Do as I Do: Learning Dexterous Manipulation from Everyday Human Videos

This lightning talk explores a breakthrough pipeline that transforms ordinary monocular human videos into robot-executable manipulation trajectories. By combining foundation models for 4D hand-object reconstruction with dynamics-aware retargeting, the work enables robots with multi-fingered hands to learn complex manipulation skills simply by watching people perform everyday tasks, overcoming the traditional barriers of specialized sensors and curated datasets.
Script
Teaching robots dexterous manipulation has always required expensive motion capture rigs or carefully curated datasets. But what if we could train them simply by showing them everyday videos of people using their hands?
The authors introduce DO AS I DO, a two-stage pipeline that first reconstructs the full 4D hand and object trajectories from a single camera view, then retargets those human motions onto a robot hand through physics-aware optimization.

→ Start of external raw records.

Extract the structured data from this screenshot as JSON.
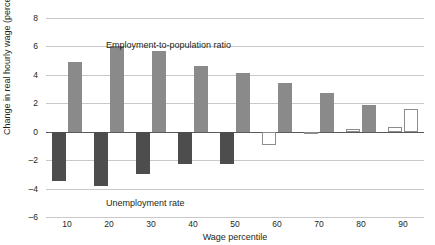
{
  "chart_data": {
    "type": "bar",
    "title": "",
    "xlabel": "Wage percentile",
    "ylabel": "Change in real hourly wage (percent)",
    "categories": [
      "10",
      "20",
      "30",
      "40",
      "50",
      "60",
      "70",
      "80",
      "90"
    ],
    "xticks": [
      "10",
      "20",
      "30",
      "40",
      "50",
      "60",
      "70",
      "80",
      "90"
    ],
    "yticks": [
      "8",
      "6",
      "4",
      "2",
      "0",
      "–2",
      "–4",
      "–6"
    ],
    "ytick_values": [
      8,
      6,
      4,
      2,
      0,
      -2,
      -4,
      -6
    ],
    "ylim": [
      -6,
      8
    ],
    "grid": true,
    "legend_position": "none",
    "annotations": [
      {
        "text": "Employment-to-population ratio",
        "near": "top-left"
      },
      {
        "text": "Unemployment rate",
        "near": "bottom-left"
      }
    ],
    "series": [
      {
        "name": "Unemployment rate",
        "values": [
          -3.5,
          -3.8,
          -3.0,
          -2.3,
          -2.3,
          -0.95,
          -0.15,
          0.2,
          0.3
        ],
        "fills": [
          "solid-dark",
          "solid-dark",
          "solid-dark",
          "solid-dark",
          "solid-dark",
          "hollow",
          "hollow",
          "hollow",
          "hollow"
        ]
      },
      {
        "name": "Employment-to-population ratio",
        "values": [
          4.9,
          6.0,
          5.65,
          4.65,
          4.15,
          3.4,
          2.75,
          1.85,
          1.6
        ],
        "fills": [
          "solid-gray",
          "solid-gray",
          "solid-gray",
          "solid-gray",
          "solid-gray",
          "solid-gray",
          "solid-gray",
          "solid-gray",
          "hollow"
        ]
      }
    ],
    "colors": {
      "unemployment_fill": "#4d4d4d",
      "employment_fill": "#8a8a8a",
      "hollow_stroke": "#8c8c8c",
      "gridline": "#c9c9c9",
      "zero_line": "#5a5a5a",
      "background": "#ffffff",
      "text": "#231f20"
    }
  }
}
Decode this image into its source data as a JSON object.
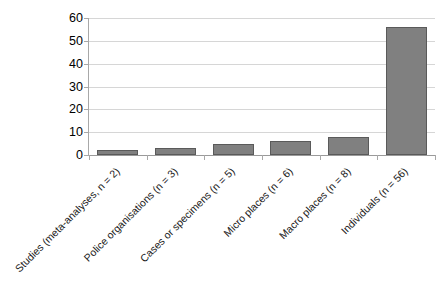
{
  "chart_data": {
    "type": "bar",
    "title": "",
    "subtitle": "",
    "xlabel": "",
    "ylabel": "",
    "categories": [
      "Studies (meta-analyses, n = 2)",
      "Police organisations (n = 3)",
      "Cases or specimens (n = 5)",
      "Micro places (n = 6)",
      "Macro places (n = 8)",
      "Individuals (n = 56)"
    ],
    "values": [
      2,
      3,
      5,
      6,
      8,
      56
    ],
    "ylim": [
      0,
      60
    ],
    "yticks": [
      0,
      10,
      20,
      30,
      40,
      50,
      60
    ],
    "ytick_labels": [
      "0",
      "10",
      "20",
      "30",
      "40",
      "50",
      "60"
    ],
    "grid": true,
    "grid_axis": "y",
    "legend": false,
    "legend_position": "none",
    "bar_color": "#808080",
    "bar_border_color": "#5a5a5a",
    "gridline_color": "#d6d6d6",
    "axis_color": "#a8a8a8",
    "background": "#ffffff",
    "xtick_label_rotation": -45
  }
}
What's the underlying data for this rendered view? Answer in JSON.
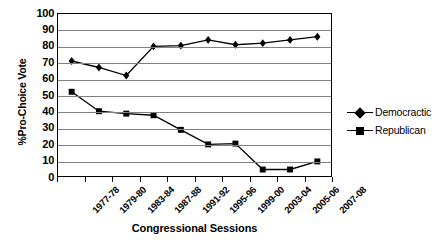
{
  "chart_data": {
    "type": "line",
    "title": "",
    "xlabel": "Congressional Sessions",
    "ylabel": "%Pro-Choice Vote",
    "ylim": [
      0,
      100
    ],
    "ytick_step": 10,
    "yticks": [
      100,
      90,
      80,
      70,
      60,
      50,
      40,
      30,
      20,
      10,
      0
    ],
    "grid": true,
    "grid_axis": "y",
    "legend_position": "right",
    "categories": [
      "1977-78",
      "1979-80",
      "1983-84",
      "1987-88",
      "1991-92",
      "1995-96",
      "1999-00",
      "2003-04",
      "2005-06",
      "2007-08"
    ],
    "series": [
      {
        "name": "Democractic",
        "marker": "diamond",
        "color": "#000000",
        "values": [
          71,
          67,
          62,
          80,
          80.5,
          84,
          81,
          82,
          84,
          86
        ]
      },
      {
        "name": "Republican",
        "marker": "square",
        "color": "#000000",
        "values": [
          52,
          40,
          38.5,
          37.5,
          28.5,
          19.5,
          20,
          4,
          4,
          9
        ]
      }
    ]
  },
  "legend": {
    "items": [
      {
        "label": "Democractic",
        "marker": "diamond"
      },
      {
        "label": "Republican",
        "marker": "square"
      }
    ]
  }
}
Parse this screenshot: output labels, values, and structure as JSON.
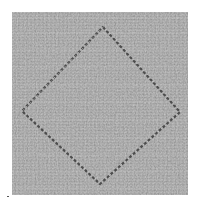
{
  "image": {
    "description": "Grayscale photograph of woven fabric with a stitched diamond outline",
    "subject": "stitched diamond on woven textile",
    "colors": {
      "background": "#ffffff",
      "fabric_base": "#8c8c8c",
      "fabric_light": "#b4b4b4",
      "fabric_dark": "#6a6a6a",
      "stitch_dark": "#3c3c3c",
      "stitch_light": "#d2d2d2"
    },
    "diamond": {
      "top": [
        103,
        27
      ],
      "right": [
        180,
        112
      ],
      "bottom": [
        100,
        184
      ],
      "left": [
        22,
        111
      ]
    }
  }
}
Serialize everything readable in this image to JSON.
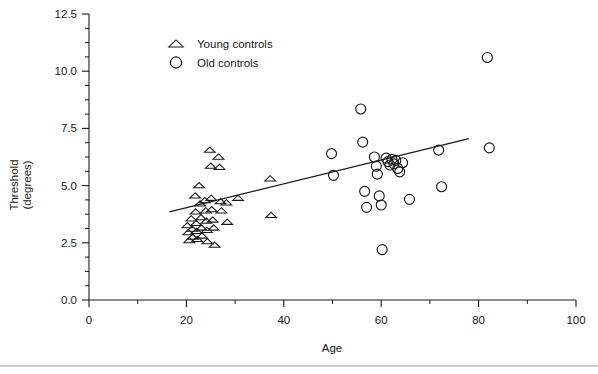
{
  "chart_data": {
    "type": "scatter",
    "title": "",
    "xlabel": "Age",
    "ylabel_line1": "Threshold",
    "ylabel_line2": "(degrees)",
    "xlim": [
      0,
      100
    ],
    "ylim": [
      0.0,
      12.5
    ],
    "xticks": [
      0,
      20,
      40,
      60,
      80,
      100
    ],
    "xtick_labels": [
      "0",
      "20",
      "40",
      "60",
      "80",
      "100"
    ],
    "xminor_step": 10,
    "yticks": [
      0.0,
      2.5,
      5.0,
      7.5,
      10.0,
      12.5
    ],
    "ytick_labels": [
      "0.0",
      "2.5",
      "5.0",
      "7.5",
      "10.0",
      "12.5"
    ],
    "yminor_step": 0.625,
    "grid": false,
    "legend_position": "upper-left-inside",
    "legend": [
      {
        "marker": "triangle",
        "label": "Young controls"
      },
      {
        "marker": "circle",
        "label": "Old controls"
      }
    ],
    "series": [
      {
        "name": "Young controls",
        "marker": "triangle",
        "points": [
          [
            20.2,
            3.25
          ],
          [
            20.4,
            2.95
          ],
          [
            20.6,
            2.6
          ],
          [
            21.0,
            3.55
          ],
          [
            21.2,
            3.1
          ],
          [
            21.3,
            2.75
          ],
          [
            21.8,
            4.55
          ],
          [
            21.9,
            3.85
          ],
          [
            22.0,
            3.35
          ],
          [
            22.1,
            3.0
          ],
          [
            22.2,
            2.65
          ],
          [
            22.6,
            5.0
          ],
          [
            22.8,
            4.2
          ],
          [
            23.0,
            3.6
          ],
          [
            23.1,
            3.15
          ],
          [
            23.2,
            2.8
          ],
          [
            23.8,
            4.35
          ],
          [
            24.0,
            3.9
          ],
          [
            24.1,
            3.45
          ],
          [
            24.2,
            3.05
          ],
          [
            24.3,
            2.55
          ],
          [
            24.8,
            6.55
          ],
          [
            25.0,
            5.85
          ],
          [
            25.1,
            4.45
          ],
          [
            25.2,
            3.95
          ],
          [
            25.4,
            3.5
          ],
          [
            25.6,
            3.15
          ],
          [
            25.8,
            2.4
          ],
          [
            26.6,
            6.25
          ],
          [
            26.8,
            5.8
          ],
          [
            27.0,
            4.3
          ],
          [
            27.2,
            3.9
          ],
          [
            28.2,
            4.25
          ],
          [
            28.4,
            3.4
          ],
          [
            30.6,
            4.45
          ],
          [
            37.2,
            5.3
          ],
          [
            37.4,
            3.7
          ]
        ]
      },
      {
        "name": "Old controls",
        "marker": "circle",
        "points": [
          [
            49.8,
            6.4
          ],
          [
            50.2,
            5.45
          ],
          [
            55.8,
            8.35
          ],
          [
            56.2,
            6.9
          ],
          [
            56.6,
            4.75
          ],
          [
            57.0,
            4.05
          ],
          [
            58.6,
            6.25
          ],
          [
            59.0,
            5.85
          ],
          [
            59.2,
            5.5
          ],
          [
            59.6,
            4.55
          ],
          [
            60.0,
            4.15
          ],
          [
            60.2,
            2.2
          ],
          [
            61.0,
            6.2
          ],
          [
            61.4,
            6.05
          ],
          [
            61.8,
            5.9
          ],
          [
            62.2,
            6.15
          ],
          [
            62.6,
            5.95
          ],
          [
            63.0,
            6.1
          ],
          [
            63.4,
            5.75
          ],
          [
            63.8,
            5.6
          ],
          [
            64.4,
            6.0
          ],
          [
            65.8,
            4.4
          ],
          [
            71.8,
            6.55
          ],
          [
            72.4,
            4.95
          ],
          [
            81.8,
            10.6
          ],
          [
            82.2,
            6.65
          ]
        ]
      }
    ],
    "fit_line": {
      "name": "regression line",
      "x_start": 16.5,
      "y_start": 3.85,
      "x_end": 78.0,
      "y_end": 7.05
    }
  }
}
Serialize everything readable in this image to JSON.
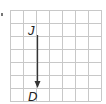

Three innovations make the retargeting robust to noisy reconstructions: warmup steps that let the robot reach feasible starting poses, random force perturbations that simulate real-world uncertainties, and transition rewards that penalize missed grasps or placements.
On 655 challenging in-the-wild video clips, the method achieves a 71% success rate in generating executable robot trajectories, nearly tripling the performance of prior sampling-based approaches that plateau at just 25%.
The authors discovered that fewer than 5% of raw human activity videos meet the quality bar for robot learning, revealing that scalability depends not just on methods but on careful data curation and quality control.
By closing the gap between human observation and robot execution, this work makes it possible to scale dexterous manipulation datasets from the billions of everyday videos already online. Explore the full technical depth and create your own video summaries at EmergentMind.com.